No, far less than a wool breed. The rex coat does not mat and usually needs only gentle weekly grooming, with a little more during a molt. Over-brushing can actually damage the delicate fur. The more important care points are solid, soft flooring to prevent sore hocks and a hay-based diet.

Are Velveteen Lops good pets?
For an owner who can find one and provide proper care, yes. They are generally calm, friendly, and people-oriented, and the rex coat is low maintenance. The main catch is rarity: as a developing breed, they are hard to find and usually come from a small community of breeders.

Do this next on Creatures

Whether you are researching the breed, trying to find one of these rare rabbits, or already keeping a Velveteen Lop, Creatures is the records, marketplace, and directory layer to do it in one place. No account is needed to start the guest-friendly steps.

Velveteen Lop hub

Find one. Browse Velveteen Lops on the marketplace and search trusted rabbit breeders in the Creatures directory. New to searching? See saving searches and using your watchlist.

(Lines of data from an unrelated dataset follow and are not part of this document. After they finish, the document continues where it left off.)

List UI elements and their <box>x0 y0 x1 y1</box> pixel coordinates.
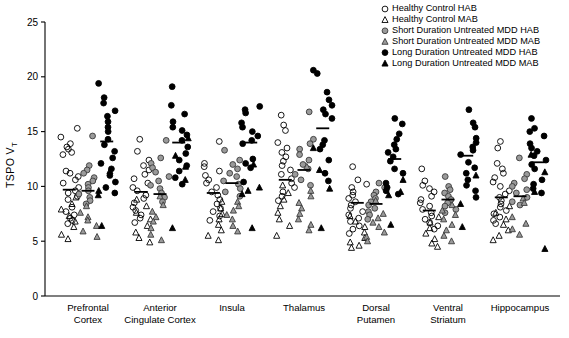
data-point <box>324 89 330 95</box>
data-point <box>500 221 506 227</box>
data-point <box>113 179 119 185</box>
data-point <box>297 146 303 152</box>
data-point <box>112 190 118 196</box>
data-point <box>327 185 333 191</box>
data-point <box>142 171 148 177</box>
data-point <box>529 145 535 151</box>
data-point <box>516 155 522 161</box>
data-point <box>163 137 169 143</box>
data-point <box>447 187 453 193</box>
data-point <box>458 201 464 207</box>
data-point <box>392 166 398 172</box>
y-tick-label-10: 10 <box>27 181 39 192</box>
y-tick-label-25: 25 <box>27 17 39 28</box>
data-point <box>147 239 153 245</box>
data-point <box>241 179 247 185</box>
data-point <box>255 133 261 139</box>
data-point <box>288 167 294 173</box>
data-point <box>217 168 223 174</box>
x-axis-label-4-line2: Putamen <box>357 314 395 325</box>
data-point <box>360 209 366 215</box>
data-point <box>355 177 361 183</box>
data-point <box>185 144 191 150</box>
data-point <box>419 166 425 172</box>
data-point <box>103 185 109 191</box>
data-column-black-circle <box>383 116 406 228</box>
data-point <box>297 152 303 158</box>
data-point <box>60 180 66 186</box>
data-point <box>542 169 548 175</box>
data-point <box>452 212 458 218</box>
data-point <box>179 128 185 134</box>
data-point <box>394 136 400 142</box>
data-point <box>400 170 406 176</box>
data-point <box>295 216 301 222</box>
data-point <box>465 177 471 183</box>
legend-label-5: Long Duration Untreated MDD MAB <box>392 58 539 68</box>
data-point <box>329 102 335 108</box>
data-point <box>76 185 82 191</box>
data-point <box>58 134 64 140</box>
data-point <box>306 227 312 233</box>
data-point <box>169 84 175 90</box>
data-point <box>148 231 154 237</box>
x-axis-label-4: Dorsal <box>362 302 390 313</box>
data-point <box>110 155 116 161</box>
data-point <box>229 216 235 222</box>
data-point <box>494 160 500 166</box>
data-point <box>170 124 176 130</box>
data-group-thalamus <box>274 67 335 238</box>
data-point <box>348 244 354 250</box>
data-point <box>216 139 222 145</box>
data-point <box>458 152 464 158</box>
data-point <box>276 216 282 222</box>
data-point <box>365 216 371 222</box>
data-point <box>306 157 312 163</box>
data-point <box>292 171 298 177</box>
data-point <box>347 239 353 245</box>
data-point <box>522 176 528 182</box>
data-group-prefrontal-cortex <box>58 80 118 241</box>
data-point <box>94 234 100 240</box>
x-axis-label-5-line2: Striatum <box>430 314 466 325</box>
data-column-gray-circle <box>292 109 316 233</box>
data-group-hippocampus <box>490 116 549 252</box>
data-point <box>317 146 323 152</box>
data-point <box>503 216 509 222</box>
data-point <box>218 227 224 233</box>
data-point <box>58 231 64 237</box>
legend-label-4: Long Duration Untreated MDD HAB <box>392 47 538 57</box>
data-point <box>257 103 263 109</box>
data-point <box>364 181 370 187</box>
data-point <box>417 200 423 206</box>
data-point <box>346 231 352 237</box>
data-point <box>235 166 241 172</box>
data-point <box>346 196 352 202</box>
x-axis-label-6: Hippocampus <box>491 302 550 313</box>
data-point <box>362 224 368 230</box>
data-point <box>136 235 142 241</box>
data-point <box>149 208 155 214</box>
data-point <box>256 184 262 190</box>
data-point <box>148 182 154 188</box>
data-point <box>134 188 140 194</box>
data-point <box>317 167 323 173</box>
data-point <box>296 200 302 206</box>
data-point <box>323 111 329 117</box>
data-point <box>101 100 107 106</box>
scatter-plot-figure: 0510152025TSPO VTPrefrontalCortexAnterio… <box>0 0 569 338</box>
data-point <box>143 203 149 209</box>
y-axis-label: TSPO VT <box>4 142 19 188</box>
data-point <box>376 224 382 230</box>
data-point <box>307 141 313 147</box>
data-point <box>215 237 221 243</box>
data-point <box>329 116 335 122</box>
data-point <box>222 147 228 153</box>
data-point <box>400 177 406 183</box>
data-point <box>470 147 476 153</box>
data-point <box>214 185 220 191</box>
data-column-gray-circle <box>76 133 100 239</box>
legend-marker-open-circle <box>382 6 388 12</box>
data-point <box>227 170 233 176</box>
data-point <box>308 193 314 199</box>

Get alerted. Genuine Velveteen Lops are rare, so set a free Velveteen Lop listing alert and we will tell you when one is posted. No account needed to start.

Add your rabbit. Already keeping a Velveteen Lop? Create a free animal profile in a few minutes, no account needed to start. The walkthrough is in adding an animal to Creatures.

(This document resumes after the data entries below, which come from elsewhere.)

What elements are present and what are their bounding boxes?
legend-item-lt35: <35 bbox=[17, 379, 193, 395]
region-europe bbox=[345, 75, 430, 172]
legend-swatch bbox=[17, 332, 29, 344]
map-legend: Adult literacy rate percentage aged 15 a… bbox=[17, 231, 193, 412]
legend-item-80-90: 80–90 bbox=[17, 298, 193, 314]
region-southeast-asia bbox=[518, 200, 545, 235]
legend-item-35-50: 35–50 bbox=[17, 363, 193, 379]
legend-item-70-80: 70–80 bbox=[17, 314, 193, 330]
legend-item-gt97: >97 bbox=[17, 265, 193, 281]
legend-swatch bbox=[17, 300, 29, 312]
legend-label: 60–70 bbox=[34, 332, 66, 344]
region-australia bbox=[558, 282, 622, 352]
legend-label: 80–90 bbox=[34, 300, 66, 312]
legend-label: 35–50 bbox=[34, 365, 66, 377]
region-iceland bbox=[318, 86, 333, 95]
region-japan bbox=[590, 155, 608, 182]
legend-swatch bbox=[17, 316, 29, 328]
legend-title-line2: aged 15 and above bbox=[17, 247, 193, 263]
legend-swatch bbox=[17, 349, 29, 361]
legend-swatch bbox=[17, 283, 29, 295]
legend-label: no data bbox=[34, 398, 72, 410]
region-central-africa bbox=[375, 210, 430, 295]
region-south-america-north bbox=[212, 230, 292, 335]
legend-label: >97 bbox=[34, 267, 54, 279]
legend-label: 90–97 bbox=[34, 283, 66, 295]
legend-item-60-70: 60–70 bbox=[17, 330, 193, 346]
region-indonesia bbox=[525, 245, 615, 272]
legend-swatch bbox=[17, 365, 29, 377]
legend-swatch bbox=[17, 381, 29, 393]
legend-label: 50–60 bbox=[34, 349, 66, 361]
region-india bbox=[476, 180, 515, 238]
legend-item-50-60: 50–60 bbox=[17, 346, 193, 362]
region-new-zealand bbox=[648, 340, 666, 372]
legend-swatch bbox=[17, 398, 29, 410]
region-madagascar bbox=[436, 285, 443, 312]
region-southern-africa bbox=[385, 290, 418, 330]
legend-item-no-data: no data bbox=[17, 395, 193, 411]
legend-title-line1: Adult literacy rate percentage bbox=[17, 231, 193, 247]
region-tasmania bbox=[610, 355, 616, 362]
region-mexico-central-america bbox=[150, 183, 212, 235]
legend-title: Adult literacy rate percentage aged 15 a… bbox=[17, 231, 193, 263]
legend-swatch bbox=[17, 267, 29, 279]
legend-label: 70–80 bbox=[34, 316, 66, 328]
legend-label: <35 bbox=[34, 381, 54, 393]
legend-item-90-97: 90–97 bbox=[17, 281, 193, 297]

Track weight, foot checks, and health. Keep health and care records on Creatures. The record sheet opens for any visitor to look around, and you will need a free account to save what you enter. For a rex-coated rabbit, a simple log of weight and routine foot checks is the early-warning system for sore hocks and GI trouble. See adding a record and health and medical records for what to track.

Never miss routine care. Set reminders and upcoming care for vet visits, foot checks, and seasonal heat precautions so nothing slips.

Breed or rescue rabbits? Add your rabbitry or rescue profile so buyers searching for this hard-to-find breed can reach you, and read getting listed in the breeder directory.

Velveteen Lops are a rare, developing breed and rarely sit in listings for long. Set a free listing alert and Creatures will tell you the moment one is posted, no account needed to start.

Set a listing alert

If you are comparing rabbits, see the parent rabbit species page and the Dwarf Papillon breed page, another distinctive small rabbit.

Create a free Creatures account to save listings, message breeders, and keep your rabbit’s weight, foot checks, and health records in one place.

Create a free account

Explore Velveteen Lop on Creatures

Browse related marketplace listings, public animal profiles, breeders, tools, and breed pages.